ROANOKE TIMES

                         Roanoke Times
                 Copyright (c) 1995, Landmark Communications, Inc.

DATE: THURSDAY, August 12, 1993                   TAG: 9308120258
SECTION: VIRGINIA                    PAGE: C-5   EDITION: METRO 
SOURCE: By Landmark News Service
DATELINE: NORFOLK                                LENGTH: Medium


DRILL `BAD GUY' FEARED POLICE GUNS

Francis Curry was armed with a hairbrush in a paper bag. Two police officers who showed up unexpectedly were armed with a 9mm service pistol and a shotgun.

Curry was playing the role of a hostage-taker in a security drill at Sentara Norfolk General Hospital with a nurse as his victim. The police, however, weren't playing.

One of the officers later told Curry all he was waiting for before putting a bullet in his chest was a clear shot, Curry said.

For the first time since poor communication botched a hostage drill July 19 in the hospital's emergency room, the 25-year-old Norfolk General security guard who played the bad guy told about it.

"All I could do was back up and put the hairbrush down," Curry said in an interview Tuesday. "I just couldn't say anything. All I could do is motion with my hand like this," Curry said, motioning a "cut" signal with his hand to his neck.

"I was just totally out of it," he said. "The people in the waiting room were scared for me because they thought I'd get hurt."

Curry said that after the two officers realized he was pretending, they stormed out of the emergency room. He said one officer later told him that if his hostage had "moved anywhere away from me, he would have taken me out."

Police and city officials previously denied that was ever a possibility.

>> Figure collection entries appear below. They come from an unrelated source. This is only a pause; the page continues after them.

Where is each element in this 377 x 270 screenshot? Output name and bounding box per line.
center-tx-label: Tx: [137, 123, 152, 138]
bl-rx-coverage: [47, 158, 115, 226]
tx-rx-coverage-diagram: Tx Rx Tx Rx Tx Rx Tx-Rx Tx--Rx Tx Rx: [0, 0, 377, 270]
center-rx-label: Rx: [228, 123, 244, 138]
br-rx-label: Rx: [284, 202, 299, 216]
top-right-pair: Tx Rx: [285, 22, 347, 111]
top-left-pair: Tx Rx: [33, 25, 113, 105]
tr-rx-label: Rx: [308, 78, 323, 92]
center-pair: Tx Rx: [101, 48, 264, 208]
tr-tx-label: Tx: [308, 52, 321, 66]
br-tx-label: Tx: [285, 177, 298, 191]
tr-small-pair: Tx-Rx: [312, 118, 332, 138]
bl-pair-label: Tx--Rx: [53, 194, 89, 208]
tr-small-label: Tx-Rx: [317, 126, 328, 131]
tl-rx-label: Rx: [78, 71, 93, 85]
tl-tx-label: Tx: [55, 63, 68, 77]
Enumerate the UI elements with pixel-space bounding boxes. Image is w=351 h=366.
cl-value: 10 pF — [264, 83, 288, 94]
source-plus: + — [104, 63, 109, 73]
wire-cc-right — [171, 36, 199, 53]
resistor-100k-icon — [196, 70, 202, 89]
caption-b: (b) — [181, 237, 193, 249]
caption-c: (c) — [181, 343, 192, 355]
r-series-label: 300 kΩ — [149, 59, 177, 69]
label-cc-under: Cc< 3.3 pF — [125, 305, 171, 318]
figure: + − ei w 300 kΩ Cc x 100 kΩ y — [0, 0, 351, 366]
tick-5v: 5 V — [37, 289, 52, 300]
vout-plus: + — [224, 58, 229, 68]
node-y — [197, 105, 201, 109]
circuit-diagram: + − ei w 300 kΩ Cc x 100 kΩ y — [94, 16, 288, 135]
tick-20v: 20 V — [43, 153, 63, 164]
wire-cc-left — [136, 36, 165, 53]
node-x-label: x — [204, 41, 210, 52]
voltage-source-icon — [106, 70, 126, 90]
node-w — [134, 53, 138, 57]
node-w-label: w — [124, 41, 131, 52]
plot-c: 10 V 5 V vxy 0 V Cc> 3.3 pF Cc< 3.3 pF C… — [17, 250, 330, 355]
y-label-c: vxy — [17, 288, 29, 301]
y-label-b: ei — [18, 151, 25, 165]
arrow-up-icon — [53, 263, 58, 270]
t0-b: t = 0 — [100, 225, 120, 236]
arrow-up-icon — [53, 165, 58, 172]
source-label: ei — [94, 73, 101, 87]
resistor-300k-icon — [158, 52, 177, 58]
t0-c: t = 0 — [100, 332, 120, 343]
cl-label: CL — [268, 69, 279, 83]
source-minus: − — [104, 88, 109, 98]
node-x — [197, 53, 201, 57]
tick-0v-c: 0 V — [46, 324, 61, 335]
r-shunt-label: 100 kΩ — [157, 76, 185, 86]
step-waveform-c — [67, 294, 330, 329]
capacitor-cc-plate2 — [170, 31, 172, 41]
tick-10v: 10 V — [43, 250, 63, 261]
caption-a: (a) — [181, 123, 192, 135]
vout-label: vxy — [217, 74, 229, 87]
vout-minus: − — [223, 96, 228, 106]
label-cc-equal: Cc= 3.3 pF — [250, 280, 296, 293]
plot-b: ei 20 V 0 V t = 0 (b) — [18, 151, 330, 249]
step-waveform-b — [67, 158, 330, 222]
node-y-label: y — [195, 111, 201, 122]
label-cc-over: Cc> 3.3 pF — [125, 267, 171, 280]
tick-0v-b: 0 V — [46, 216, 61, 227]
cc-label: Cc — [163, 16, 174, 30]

Curry has been unable to return to his job as a security guard at the hospital and has been reassigned to less stressful duties.

He said he gets nervous when police come into the hospital, and the incident has affected his personal life in ways he does not care to discuss.

Police officials said they don't know why police dispatchers were unaware a drill was taking place even though several police officials knew well in advance.

According to Curry, this is what happened:

Curry, who had been a security guard at the hospital four months, arrived at the hospital for a 6 a.m. briefing. Three minutes later, a security supervisor called the police dispatch center to again warn supervisors there that a hostage drill was going to take place.

At 7:30 a.m., the drill began.

Curry grabbed a nurse by the shoulders, using the hairbrush and paper bag as props. He asked for $10,000 and a helicopter.

Hospital administrators called their security officers and other officials. Suddenly the two police officers appeared 30 feet from Curry.

"They didn't say anything, they just came around the corner," Curry said.

Police Capt. V.L. Simmons, referring Wednesday to Curry's account of what the police officer allegedly told him, said: "I'm not sure that he made that statement, and if he made it, it might not be taken in the right context."

Curry said he is undergoing therapy for post-traumatic stress disorder.